Origin Story

Schoolchildren line up for free issue of soup and a slice of bread / 1934

But the reporters, they were the worst. They always wanted to open the doors he’d locked tight. They’d crowd around, What’s in this room Steve? Nothing, he’d say, or just an old closet, nothing to look at in there. But they’d tap their pencils and push up their glasses and try to peek through the keyhole or under the door and he’d say cut that out will yah, I wanna talk about the picture. Our readers just want to know the real Steve they’d say, lips stretched thin over bloodthirsty fangs.

In his dreams there was a curtain at the back of a stage and it opened onto another stage, and another, and another, and each one held shapes in the dark more hideous than the last. Black-suited men moved great silhouettes around as the ice-white spotlight caught him in the eyes and blinded him. Our readers are your fans, Steve, they just want to know the real Steve came a booming voice from the balcony. He tried to clutch the curtains closed but they kept springing open and the dream wouldn’t end until one of the silhouettes crashed into him and he awoke in a pool of sweat with the room cool from the Santa Ana winds, and he reached again for the bottle on the nightstand.

Part one in a series. Part two: The Street. Image used with the permission of the State Library of New South Wales.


### Exercise prompt
When copying the records below, omit any image and print everything else exactly.

BEGIN Data extracts

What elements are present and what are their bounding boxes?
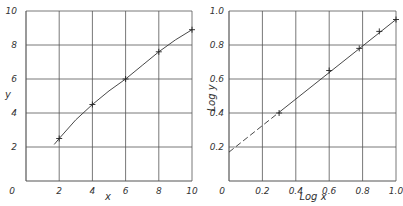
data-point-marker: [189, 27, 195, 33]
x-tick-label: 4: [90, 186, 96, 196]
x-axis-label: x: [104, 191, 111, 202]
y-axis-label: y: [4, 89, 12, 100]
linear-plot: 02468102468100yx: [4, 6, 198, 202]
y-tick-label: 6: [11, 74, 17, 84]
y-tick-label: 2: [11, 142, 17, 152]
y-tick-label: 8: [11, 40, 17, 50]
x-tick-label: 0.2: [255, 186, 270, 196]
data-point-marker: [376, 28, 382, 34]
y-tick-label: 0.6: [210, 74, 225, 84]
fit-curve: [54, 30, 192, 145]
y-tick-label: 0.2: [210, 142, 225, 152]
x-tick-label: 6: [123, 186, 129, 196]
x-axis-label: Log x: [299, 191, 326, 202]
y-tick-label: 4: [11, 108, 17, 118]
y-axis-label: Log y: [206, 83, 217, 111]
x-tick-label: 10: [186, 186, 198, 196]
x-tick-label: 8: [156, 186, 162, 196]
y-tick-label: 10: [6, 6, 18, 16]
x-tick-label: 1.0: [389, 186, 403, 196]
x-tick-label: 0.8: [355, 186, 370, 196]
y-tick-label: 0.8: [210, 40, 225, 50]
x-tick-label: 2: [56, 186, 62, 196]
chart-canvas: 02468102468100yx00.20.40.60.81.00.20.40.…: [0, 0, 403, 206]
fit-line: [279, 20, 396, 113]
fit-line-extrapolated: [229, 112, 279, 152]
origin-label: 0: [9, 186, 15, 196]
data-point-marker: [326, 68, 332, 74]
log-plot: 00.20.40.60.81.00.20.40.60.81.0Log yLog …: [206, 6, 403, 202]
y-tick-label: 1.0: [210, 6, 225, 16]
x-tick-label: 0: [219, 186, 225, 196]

END Data extracts

### Answer below
What elements are present and what are their bounding boxes?
data-point-marker: [189, 27, 195, 33]
x-tick-label: 4: [90, 186, 96, 196]
x-axis-label: x: [104, 191, 111, 202]
y-axis-label: y: [4, 89, 12, 100]
linear-plot: 02468102468100yx: [4, 6, 198, 202]
y-tick-label: 6: [11, 74, 17, 84]
y-tick-label: 2: [11, 142, 17, 152]
y-tick-label: 8: [11, 40, 17, 50]
x-tick-label: 0.2: [255, 186, 270, 196]
data-point-marker: [376, 28, 382, 34]
y-tick-label: 0.6: [210, 74, 225, 84]
fit-curve: [54, 30, 192, 145]
y-tick-label: 0.2: [210, 142, 225, 152]
x-tick-label: 6: [123, 186, 129, 196]
x-axis-label: Log x: [299, 191, 326, 202]
y-tick-label: 4: [11, 108, 17, 118]
y-axis-label: Log y: [206, 83, 217, 111]
x-tick-label: 10: [186, 186, 198, 196]
x-tick-label: 8: [156, 186, 162, 196]
y-tick-label: 10: [6, 6, 18, 16]
x-tick-label: 1.0: [389, 186, 403, 196]
x-tick-label: 0.8: [355, 186, 370, 196]
y-tick-label: 0.8: [210, 40, 225, 50]
x-tick-label: 2: [56, 186, 62, 196]
chart-canvas: 02468102468100yx00.20.40.60.81.00.20.40.…: [0, 0, 403, 206]
fit-line: [279, 20, 396, 113]
fit-line-extrapolated: [229, 112, 279, 152]
origin-label: 0: [9, 186, 15, 196]
data-point-marker: [326, 68, 332, 74]
log-plot: 00.20.40.60.81.00.20.40.60.81.0Log yLog …: [206, 6, 403, 202]
y-tick-label: 1.0: [210, 6, 225, 16]
x-tick-label: 0: [219, 186, 225, 196]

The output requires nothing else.